● Work request
The data below must be returned in full and exactly.

⁂

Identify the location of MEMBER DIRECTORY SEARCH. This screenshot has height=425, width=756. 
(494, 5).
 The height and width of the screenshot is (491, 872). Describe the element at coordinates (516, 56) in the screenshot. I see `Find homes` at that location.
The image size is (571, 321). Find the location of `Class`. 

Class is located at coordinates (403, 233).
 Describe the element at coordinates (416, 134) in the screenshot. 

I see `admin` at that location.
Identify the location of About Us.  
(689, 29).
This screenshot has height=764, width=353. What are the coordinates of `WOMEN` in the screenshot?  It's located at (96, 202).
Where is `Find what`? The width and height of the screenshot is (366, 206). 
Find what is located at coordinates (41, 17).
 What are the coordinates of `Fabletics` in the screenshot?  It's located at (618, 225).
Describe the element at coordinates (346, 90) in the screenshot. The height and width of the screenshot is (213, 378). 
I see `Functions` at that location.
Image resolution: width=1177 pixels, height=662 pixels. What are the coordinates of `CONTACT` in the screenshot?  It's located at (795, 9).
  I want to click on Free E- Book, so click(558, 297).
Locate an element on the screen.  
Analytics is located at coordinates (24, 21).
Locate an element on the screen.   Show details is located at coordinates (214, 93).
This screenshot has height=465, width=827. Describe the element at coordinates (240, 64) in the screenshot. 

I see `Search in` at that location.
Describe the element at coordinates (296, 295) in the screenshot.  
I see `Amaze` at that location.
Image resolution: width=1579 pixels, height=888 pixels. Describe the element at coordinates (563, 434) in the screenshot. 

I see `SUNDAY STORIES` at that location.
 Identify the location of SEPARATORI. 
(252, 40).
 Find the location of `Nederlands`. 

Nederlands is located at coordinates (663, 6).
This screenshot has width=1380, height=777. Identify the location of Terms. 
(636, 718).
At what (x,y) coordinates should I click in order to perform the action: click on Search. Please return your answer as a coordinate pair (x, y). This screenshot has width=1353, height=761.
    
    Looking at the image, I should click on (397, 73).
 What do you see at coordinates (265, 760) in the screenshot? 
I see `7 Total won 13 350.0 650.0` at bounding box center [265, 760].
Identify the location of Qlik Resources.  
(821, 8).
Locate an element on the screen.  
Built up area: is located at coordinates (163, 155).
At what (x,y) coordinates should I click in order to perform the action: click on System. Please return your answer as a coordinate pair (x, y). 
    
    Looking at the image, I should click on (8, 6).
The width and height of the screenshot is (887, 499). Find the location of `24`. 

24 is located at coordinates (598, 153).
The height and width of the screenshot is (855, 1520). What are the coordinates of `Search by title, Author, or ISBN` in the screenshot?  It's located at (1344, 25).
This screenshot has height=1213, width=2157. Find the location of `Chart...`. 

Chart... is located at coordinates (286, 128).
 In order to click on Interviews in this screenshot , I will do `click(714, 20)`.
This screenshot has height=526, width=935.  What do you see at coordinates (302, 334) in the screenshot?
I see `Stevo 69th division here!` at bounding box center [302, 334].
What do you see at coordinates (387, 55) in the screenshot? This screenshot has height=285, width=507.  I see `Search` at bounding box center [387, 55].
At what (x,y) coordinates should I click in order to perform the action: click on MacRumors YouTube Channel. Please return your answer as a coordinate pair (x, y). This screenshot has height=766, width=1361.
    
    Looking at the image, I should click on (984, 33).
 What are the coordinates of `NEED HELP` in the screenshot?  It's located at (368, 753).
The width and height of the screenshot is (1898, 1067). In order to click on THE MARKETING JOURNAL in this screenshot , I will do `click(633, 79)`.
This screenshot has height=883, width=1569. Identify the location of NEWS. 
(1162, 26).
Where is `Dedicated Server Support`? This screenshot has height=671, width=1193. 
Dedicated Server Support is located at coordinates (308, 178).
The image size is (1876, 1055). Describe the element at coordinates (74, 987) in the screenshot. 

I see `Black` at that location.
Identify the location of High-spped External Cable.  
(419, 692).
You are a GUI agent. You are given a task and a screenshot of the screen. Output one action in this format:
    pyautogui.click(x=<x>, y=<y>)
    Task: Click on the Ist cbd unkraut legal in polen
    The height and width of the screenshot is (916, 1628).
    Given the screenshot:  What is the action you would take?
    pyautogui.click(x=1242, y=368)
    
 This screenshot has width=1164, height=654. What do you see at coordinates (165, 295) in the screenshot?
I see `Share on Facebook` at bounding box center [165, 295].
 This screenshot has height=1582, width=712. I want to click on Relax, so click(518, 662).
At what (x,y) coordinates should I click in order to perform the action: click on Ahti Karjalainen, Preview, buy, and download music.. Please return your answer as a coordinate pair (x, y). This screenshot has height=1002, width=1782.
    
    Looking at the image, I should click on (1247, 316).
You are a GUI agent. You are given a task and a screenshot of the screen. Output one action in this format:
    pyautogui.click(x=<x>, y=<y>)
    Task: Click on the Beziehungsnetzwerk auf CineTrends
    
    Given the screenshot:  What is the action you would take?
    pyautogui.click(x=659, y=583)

⁂

● Answer space
Identify the location of MEMBER DIRECTORY SEARCH. This screenshot has height=425, width=756. 
(494, 5).
 The height and width of the screenshot is (491, 872). Describe the element at coordinates (516, 56) in the screenshot. I see `Find homes` at that location.
The image size is (571, 321). Find the location of `Class`. 

Class is located at coordinates (403, 233).
 Describe the element at coordinates (416, 134) in the screenshot. 

I see `admin` at that location.
Identify the location of About Us.  
(689, 29).
This screenshot has height=764, width=353. What are the coordinates of `WOMEN` in the screenshot?  It's located at (96, 202).
Where is `Find what`? The width and height of the screenshot is (366, 206). 
Find what is located at coordinates (41, 17).
 What are the coordinates of `Fabletics` in the screenshot?  It's located at (618, 225).
Describe the element at coordinates (346, 90) in the screenshot. The height and width of the screenshot is (213, 378). 
I see `Functions` at that location.
Image resolution: width=1177 pixels, height=662 pixels. What are the coordinates of `CONTACT` in the screenshot?  It's located at (795, 9).
  I want to click on Free E- Book, so click(558, 297).
Locate an element on the screen.  
Analytics is located at coordinates (24, 21).
Locate an element on the screen.   Show details is located at coordinates (214, 93).
This screenshot has height=465, width=827. Describe the element at coordinates (240, 64) in the screenshot. 

I see `Search in` at that location.
Describe the element at coordinates (296, 295) in the screenshot.  
I see `Amaze` at that location.
Image resolution: width=1579 pixels, height=888 pixels. Describe the element at coordinates (563, 434) in the screenshot. 

I see `SUNDAY STORIES` at that location.
 Identify the location of SEPARATORI. 
(252, 40).
 Find the location of `Nederlands`. 

Nederlands is located at coordinates (663, 6).
This screenshot has width=1380, height=777. Identify the location of Terms. 
(636, 718).
At what (x,y) coordinates should I click in order to perform the action: click on Search. Please return your answer as a coordinate pair (x, y). This screenshot has width=1353, height=761.
    
    Looking at the image, I should click on (397, 73).
 What do you see at coordinates (265, 760) in the screenshot? 
I see `7 Total won 13 350.0 650.0` at bounding box center [265, 760].
Identify the location of Qlik Resources.  
(821, 8).
Locate an element on the screen.  
Built up area: is located at coordinates (163, 155).
At what (x,y) coordinates should I click in order to perform the action: click on System. Please return your answer as a coordinate pair (x, y). 
    
    Looking at the image, I should click on (8, 6).
The width and height of the screenshot is (887, 499). Find the location of `24`. 

24 is located at coordinates (598, 153).
The height and width of the screenshot is (855, 1520). What are the coordinates of `Search by title, Author, or ISBN` in the screenshot?  It's located at (1344, 25).
This screenshot has height=1213, width=2157. Find the location of `Chart...`. 

Chart... is located at coordinates (286, 128).
 In order to click on Interviews in this screenshot , I will do `click(714, 20)`.
This screenshot has height=526, width=935.  What do you see at coordinates (302, 334) in the screenshot?
I see `Stevo 69th division here!` at bounding box center [302, 334].
What do you see at coordinates (387, 55) in the screenshot? This screenshot has height=285, width=507.  I see `Search` at bounding box center [387, 55].
At what (x,y) coordinates should I click in order to perform the action: click on MacRumors YouTube Channel. Please return your answer as a coordinate pair (x, y). This screenshot has height=766, width=1361.
    
    Looking at the image, I should click on (984, 33).
 What are the coordinates of `NEED HELP` in the screenshot?  It's located at (368, 753).
The width and height of the screenshot is (1898, 1067). In order to click on THE MARKETING JOURNAL in this screenshot , I will do `click(633, 79)`.
This screenshot has height=883, width=1569. Identify the location of NEWS. 
(1162, 26).
Where is `Dedicated Server Support`? This screenshot has height=671, width=1193. 
Dedicated Server Support is located at coordinates (308, 178).
The image size is (1876, 1055). Describe the element at coordinates (74, 987) in the screenshot. 

I see `Black` at that location.
Identify the location of High-spped External Cable.  
(419, 692).
You are a GUI agent. You are given a task and a screenshot of the screen. Output one action in this format:
    pyautogui.click(x=<x>, y=<y>)
    Task: Click on the Ist cbd unkraut legal in polen
    The height and width of the screenshot is (916, 1628).
    Given the screenshot:  What is the action you would take?
    pyautogui.click(x=1242, y=368)
    
 This screenshot has width=1164, height=654. What do you see at coordinates (165, 295) in the screenshot?
I see `Share on Facebook` at bounding box center [165, 295].
 This screenshot has height=1582, width=712. I want to click on Relax, so click(518, 662).
At what (x,y) coordinates should I click in order to perform the action: click on Ahti Karjalainen, Preview, buy, and download music.. Please return your answer as a coordinate pair (x, y). This screenshot has height=1002, width=1782.
    
    Looking at the image, I should click on (1247, 316).
You are a GUI agent. You are given a task and a screenshot of the screen. Output one action in this format:
    pyautogui.click(x=<x>, y=<y>)
    Task: Click on the Beziehungsnetzwerk auf CineTrends
    
    Given the screenshot:  What is the action you would take?
    pyautogui.click(x=659, y=583)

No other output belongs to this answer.